Future Tense

Trolling Group GNAA Claims “Brony” Culture Was Target of Today’s Nasty Attack on Tumblr

The blogging site Tumblr was hit Monday with a virus

On Monday morning, the notorious anti-blogging trolling hacker group GNAA  hacked Tumblr, propagating a worm in the disguise of a racist spam message urging users to kill themselves.

The original target appears to have been the “brony” tag on tumblr—bronies being the adult, male fans of the children’s show My Little Pony: Friendship Is Magic. The first Tumblrs that were infected, including the Internet culture site the Daily Dot, used the brony tag, and from there, it seems, thousands of other Tumblrs fell victim, including those belonging to USA Today, the Verge, and Reuters. In a press release announcing today’s attack (warning: click at your own risk), GNAA insults brony culture with racist, inflammatory language typical of trolls, before mentioning an upcoming “brony-removal drive.” 

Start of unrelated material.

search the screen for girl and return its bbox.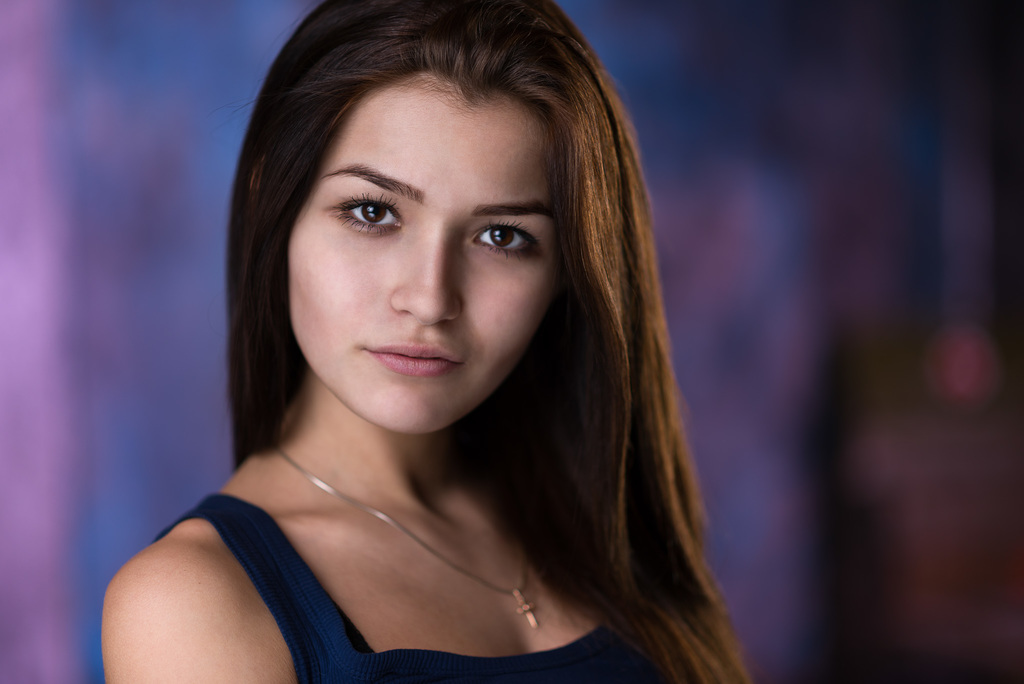
Found: x1=109 y1=0 x2=751 y2=680.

The group claims to have infected 8,600 individual Tumblrs with the worm. 

GNAA is a trolling group that has been around since 2002, and in that time it has targeted everyone from conspiracy theorist Alex Jones and CNN to Barack Obama’s campaign websites. Internet watchers may remember the name GNAA when the group pranked media outlets during Hurricane Sandy with fake tweets claiming that they were looting evacuated houses. (One fake tweet, for instance, had a member stealing a cat.) As a trolling group, the GNAA has no real defined mission, other than to wreck havoc on the Internet.

In a Twitter DM exchange, GNAA’s Interim Vice President  @Ms_meepsheep told me he or she had uncovered the vulnerability  about a month ago that allowed them to spam this image. The attack itself took about a week of planning which included “a massive phishing scam by sister troll group #dongforce.”

Some outlets have speculated the Tumblr hack is related to the video embed field on Tumblr, but @Ms_meepsheep says it exploits vulnerabilities in “multiple fields, including all mobile post fields.” He or she continued, “Lazy developers, far too incompetent to sanitize input, are the ones to blame. As long as web developers do not care about their users, hackers (or script kiddies depending on point if view) will be there to exploit their errors. Expect more fun from the GNAA in the future. …”

@Ms_meepsheep claims Tumblr actually knew about these vulnerabilities “damn well in advance,” as  he or she has “emails sent to cloudfare that prove this.” When pressed for more information,  @Ms_meepsheep claims “Tumblr emailed cloudfare over a box that was exploiting this before the final hit today,” before directing me to an Encyclopedia Dramatica article (think Wikipedia for Internet phenomena—and NSFW*) containing an email from Tumblr employee Christopher Price.   

As of Monday afternoon, Tumblr reports that everything is back to normal.

*This post was updated at 2:30 Eastern to note that Encyclopedia Dramatic may be NSFW.